A Scare Beyond Compare

Through suspense and suggestion, The Blair Witch Project rewrites the horror formula.

The Blair Witch Project, the bone-chilling indie by Daniel Myrick and Eduardo Sanchez, is easily the scariest horror picture of the '90s, a movie that can take a place among the most potent and inexorable of modern shockers, like Night of the Living Dead or The Texas Chain Saw Massacre. Three film students (Heather Donahue, Michael Williams, and Joshua Leonard) venture into the woods of north-central Maryland to shoot a documentary about a legendary witch. They disappear, but a year later the film and video they shot is discovered; the premise of the film is that we're seeing this footage.

What we see couldn't be much simpler. Exposition is dispensed with through some talking-head interviews with townies in the nearby village of Burkittsville, through which we learn of the belief that the forest is haunted by a witch from the 1700s, and that it has been the site of child murders and other grisly business ever since. Undaunted, the trio heads blithely off into the woods on their camping trip/movie shoot.

They find and film little piles of rocks on the ground and pagan-looking human effigies hanging from the trees. They hear creepy sounds outside the tent at night. By the third day, the guys are on the verge of panic, but the woman, who's the director of the project, remains chipper and breezily unconcerned, even after it finally becomes clear that they're lost in the woods. From there, the excursion quickly grows less and less agreeable.

The Cowardly Lion had the right idea. Entering a haunted forest in search of a witch, the noble beast kept repeating, "I do believe in spooks, I do believe in spooks, I do, I do, I do." He seemed to instinctively understand that, at least in the movies, believing in the supernatural is the best defense against its nasty surprises. "Spooks" tend to get offended when you don't believe in them, especially when you're on their turf.

"It's very difficult to get lost in America," Heather assures her companions, trying to buck them up. This misconception — that the country has been tamed, that there's sure to be a 7-Eleven or a McDonald's just over the next ridge — gets quite a workout in The Blair Witch Project. The subtext is how much modern rationalism has to do with the sense of security that we get from social and technological comforts, and how quickly rationalism can desert us when they're taken away.

The surprise is that, within its narrow presentational conceit, the film manages some real emotional depth and subtlety, and some pretty trenchant observations on the humbling power of nature and, maybe, of supernature. The director continues, much to the fury of her colleagues, to obsessively videotape their adventure, in spite of the dire situation they're in. But when one of the guys picks up the camera and shoots a few scenes, he says, "I see why you like this camera so much — because it's not quite reality."

Later they berate her because, even at their most desperate, "She's still makin' movies." "It's all I have left," she blurts out. Whether this was scripted or just an inspired ad lib, it's this idea that makes The Blair Witch Project credible — the footage is shot because the characters cling to their cameras like technological security blankets.

The Blair Witch Project manifests very little of its effect through visual ghastliness. Almost all of the terror is achieved through sound, through the dread-soaked atmosphere of the October woods — which, except for a dead mouse, seem to be free of animals and birds — and through the utterly convincing reactions of the actors. As such, the film is a reproach to the notion that in this era of gore, it's no longer possible to scare an audience with suspense and suggestion.

The two most noted horror pictures of the decade so far, Scream and its superior sequel Scream 2, were both entertaining enough. But when a genre reaches the point where it's alternating routine slasher shocks with jaded jokes about the hokiness of the form to which it's adhering, that genre is crying out to be reinvented.

Myrick and Sanchez heard the cry. Like George Romero and Tobe Hooper, they simply took their cameras into the woods and, unaided by prosthetic effects or campy in-jokes, figured out a new way to scare the bejesus out of us. Their technique is one that has rarely been attempted in the horror field: naturalistic verisimilitude. It's clear that the actors, who shot the film themselves while improvising the dialogue along a scenario preplanned by the directors, were immersed in the situation to the point that their terrified reactions can't even properly be called acting.

The result of this method is so believable that the audience is put in something like the same position — it's only by context that we know we aren't looking at real document. Nothing about The Blair Witch Project allows us to say, "It's only a movie," apart from our knowledge that it's only a movie.

And some audience members may even be unwilling to credit this knowledge. It wouldn't surprise me at all if The Blair Witch Project became the subject of its own urban legend. Leaving the theater after the screening I attended, I heard a young man ask the publicist, "So, is this real?" One of his companions pointed out, "No, didn't you see? It had that "All characters and events are fictitious' thing in the credits."

"Yeah," he said, "but don't they have to put that on, for legal reasons?"

I loved this gullible viewer's yearning to believe in the veracity of what he had just seen, terrifying though it was — his yearning for something beyond rationalism to believe in, for a less mundane, more magical world, for an American forest in which it's still possible to get cosmically lost. The Cowardly Lion had the right idea, and so did this guy.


* Work instruction: Each entry is to be repeated word for word, and the images are to be dropped.

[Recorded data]
# # # #

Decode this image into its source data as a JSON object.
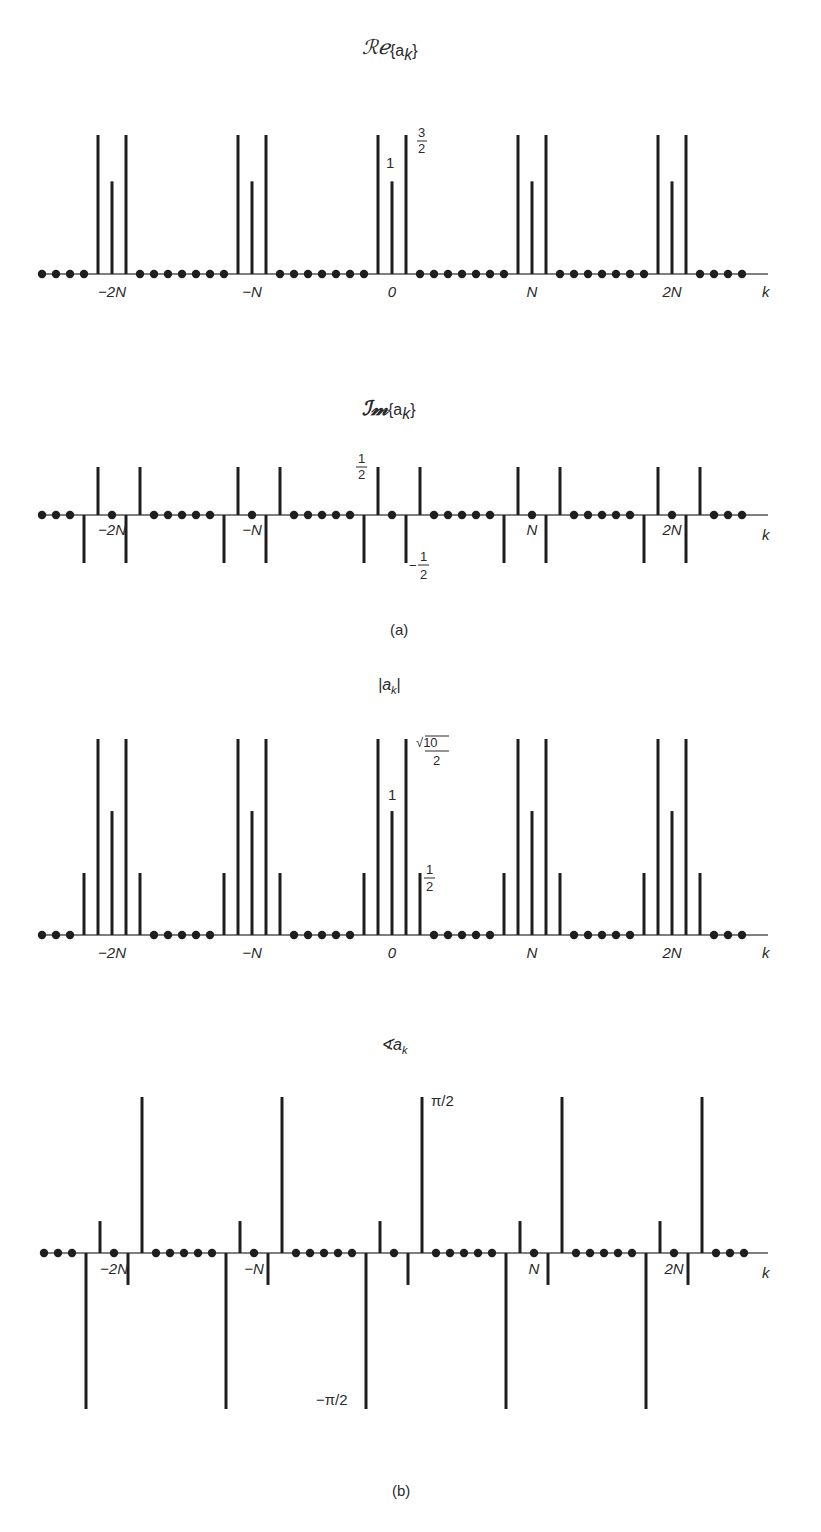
{
  "chart_data": [
    {
      "type": "stem",
      "title": "Re{a_k}",
      "title_display": {
        "prefix": "ℜℯ",
        "arg": "{a",
        "sub": "k",
        "close": "}"
      },
      "xlabel": "k",
      "period_N": 10,
      "k_range": [
        -25,
        25
      ],
      "period_values": {
        "-2": 0,
        "-1": 1.5,
        "0": 1,
        "1": 1.5,
        "2": 0
      },
      "ylim": [
        0,
        1.5
      ],
      "xtick_labels": [
        {
          "k": -20,
          "label": "−2N"
        },
        {
          "k": -10,
          "label": "−N"
        },
        {
          "k": 0,
          "label": "0"
        },
        {
          "k": 10,
          "label": "N"
        },
        {
          "k": 20,
          "label": "2N"
        }
      ],
      "annotations": [
        {
          "text": "1",
          "value": 1
        },
        {
          "text": "3/2",
          "value": 1.5
        }
      ]
    },
    {
      "type": "stem",
      "title": "Im{a_k}",
      "title_display": {
        "prefix": "ℑ𝔪",
        "arg": "{a",
        "sub": "k",
        "close": "}"
      },
      "xlabel": "k",
      "period_N": 10,
      "k_range": [
        -25,
        25
      ],
      "period_values": {
        "-2": -0.5,
        "-1": 0.5,
        "0": 0,
        "1": -0.5,
        "2": 0.5
      },
      "ylim": [
        -0.5,
        0.5
      ],
      "xtick_labels": [
        {
          "k": -20,
          "label": "−2N"
        },
        {
          "k": -10,
          "label": "−N"
        },
        {
          "k": 10,
          "label": "N"
        },
        {
          "k": 20,
          "label": "2N"
        }
      ],
      "annotations": [
        {
          "text": "1/2",
          "value": 0.5
        },
        {
          "text": "−1/2",
          "value": -0.5
        }
      ],
      "caption": "(a)"
    },
    {
      "type": "stem",
      "title": "|a_k|",
      "xlabel": "k",
      "period_N": 10,
      "k_range": [
        -25,
        25
      ],
      "period_values": {
        "-2": 0.5,
        "-1": 1.5811,
        "0": 1,
        "1": 1.5811,
        "2": 0.5
      },
      "ylim": [
        0,
        1.5811
      ],
      "xtick_labels": [
        {
          "k": -20,
          "label": "−2N"
        },
        {
          "k": -10,
          "label": "−N"
        },
        {
          "k": 0,
          "label": "0"
        },
        {
          "k": 10,
          "label": "N"
        },
        {
          "k": 20,
          "label": "2N"
        }
      ],
      "annotations": [
        {
          "text": "√10/2",
          "value": 1.5811
        },
        {
          "text": "1",
          "value": 1
        },
        {
          "text": "1/2",
          "value": 0.5
        }
      ]
    },
    {
      "type": "stem",
      "title": "∢a_k",
      "xlabel": "k",
      "period_N": 10,
      "k_range": [
        -25,
        25
      ],
      "period_values": {
        "-2": -1.5708,
        "-1": 0.3218,
        "0": 0,
        "1": -0.3218,
        "2": 1.5708
      },
      "ylim": [
        -1.5708,
        1.5708
      ],
      "xtick_labels": [
        {
          "k": -20,
          "label": "−2N"
        },
        {
          "k": -10,
          "label": "−N"
        },
        {
          "k": 10,
          "label": "N"
        },
        {
          "k": 20,
          "label": "2N"
        }
      ],
      "annotations": [
        {
          "text": "π/2",
          "value": 1.5708
        },
        {
          "text": "−π/2",
          "value": -1.5708
        }
      ],
      "caption": "(b)"
    }
  ],
  "labels": {
    "re_title_script": "ℛℯ",
    "im_title_script": "ℐ𝓂",
    "abs_title": "|a",
    "angle_title": "∢a",
    "sub_k": "k",
    "set_open": "{a",
    "set_close": "}",
    "k": "k",
    "zero": "0",
    "one": "1",
    "three": "3",
    "two": "2",
    "half_num": "1",
    "half_den": "2",
    "minus": "−",
    "sqrt10": "√10",
    "pi_half": "π/2",
    "neg_pi_half": "−π/2",
    "caption_a": "(a)",
    "caption_b": "(b)"
  }
}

# # # #

* Written reply:
Decode this image into its source data as a JSON object.
{
  "chart_data": [
    {
      "type": "stem",
      "title": "Re{a_k}",
      "title_display": {
        "prefix": "ℜℯ",
        "arg": "{a",
        "sub": "k",
        "close": "}"
      },
      "xlabel": "k",
      "period_N": 10,
      "k_range": [
        -25,
        25
      ],
      "period_values": {
        "-2": 0,
        "-1": 1.5,
        "0": 1,
        "1": 1.5,
        "2": 0
      },
      "ylim": [
        0,
        1.5
      ],
      "xtick_labels": [
        {
          "k": -20,
          "label": "−2N"
        },
        {
          "k": -10,
          "label": "−N"
        },
        {
          "k": 0,
          "label": "0"
        },
        {
          "k": 10,
          "label": "N"
        },
        {
          "k": 20,
          "label": "2N"
        }
      ],
      "annotations": [
        {
          "text": "1",
          "value": 1
        },
        {
          "text": "3/2",
          "value": 1.5
        }
      ]
    },
    {
      "type": "stem",
      "title": "Im{a_k}",
      "title_display": {
        "prefix": "ℑ𝔪",
        "arg": "{a",
        "sub": "k",
        "close": "}"
      },
      "xlabel": "k",
      "period_N": 10,
      "k_range": [
        -25,
        25
      ],
      "period_values": {
        "-2": -0.5,
        "-1": 0.5,
        "0": 0,
        "1": -0.5,
        "2": 0.5
      },
      "ylim": [
        -0.5,
        0.5
      ],
      "xtick_labels": [
        {
          "k": -20,
          "label": "−2N"
        },
        {
          "k": -10,
          "label": "−N"
        },
        {
          "k": 10,
          "label": "N"
        },
        {
          "k": 20,
          "label": "2N"
        }
      ],
      "annotations": [
        {
          "text": "1/2",
          "value": 0.5
        },
        {
          "text": "−1/2",
          "value": -0.5
        }
      ],
      "caption": "(a)"
    },
    {
      "type": "stem",
      "title": "|a_k|",
      "xlabel": "k",
      "period_N": 10,
      "k_range": [
        -25,
        25
      ],
      "period_values": {
        "-2": 0.5,
        "-1": 1.5811,
        "0": 1,
        "1": 1.5811,
        "2": 0.5
      },
      "ylim": [
        0,
        1.5811
      ],
      "xtick_labels": [
        {
          "k": -20,
          "label": "−2N"
        },
        {
          "k": -10,
          "label": "−N"
        },
        {
          "k": 0,
          "label": "0"
        },
        {
          "k": 10,
          "label": "N"
        },
        {
          "k": 20,
          "label": "2N"
        }
      ],
      "annotations": [
        {
          "text": "√10/2",
          "value": 1.5811
        },
        {
          "text": "1",
          "value": 1
        },
        {
          "text": "1/2",
          "value": 0.5
        }
      ]
    },
    {
      "type": "stem",
      "title": "∢a_k",
      "xlabel": "k",
      "period_N": 10,
      "k_range": [
        -25,
        25
      ],
      "period_values": {
        "-2": -1.5708,
        "-1": 0.3218,
        "0": 0,
        "1": -0.3218,
        "2": 1.5708
      },
      "ylim": [
        -1.5708,
        1.5708
      ],
      "xtick_labels": [
        {
          "k": -20,
          "label": "−2N"
        },
        {
          "k": -10,
          "label": "−N"
        },
        {
          "k": 10,
          "label": "N"
        },
        {
          "k": 20,
          "label": "2N"
        }
      ],
      "annotations": [
        {
          "text": "π/2",
          "value": 1.5708
        },
        {
          "text": "−π/2",
          "value": -1.5708
        }
      ],
      "caption": "(b)"
    }
  ],
  "labels": {
    "re_title_script": "ℛℯ",
    "im_title_script": "ℐ𝓂",
    "abs_title": "|a",
    "angle_title": "∢a",
    "sub_k": "k",
    "set_open": "{a",
    "set_close": "}",
    "k": "k",
    "zero": "0",
    "one": "1",
    "three": "3",
    "two": "2",
    "half_num": "1",
    "half_den": "2",
    "minus": "−",
    "sqrt10": "√10",
    "pi_half": "π/2",
    "neg_pi_half": "−π/2",
    "caption_a": "(a)",
    "caption_b": "(b)"
  }
}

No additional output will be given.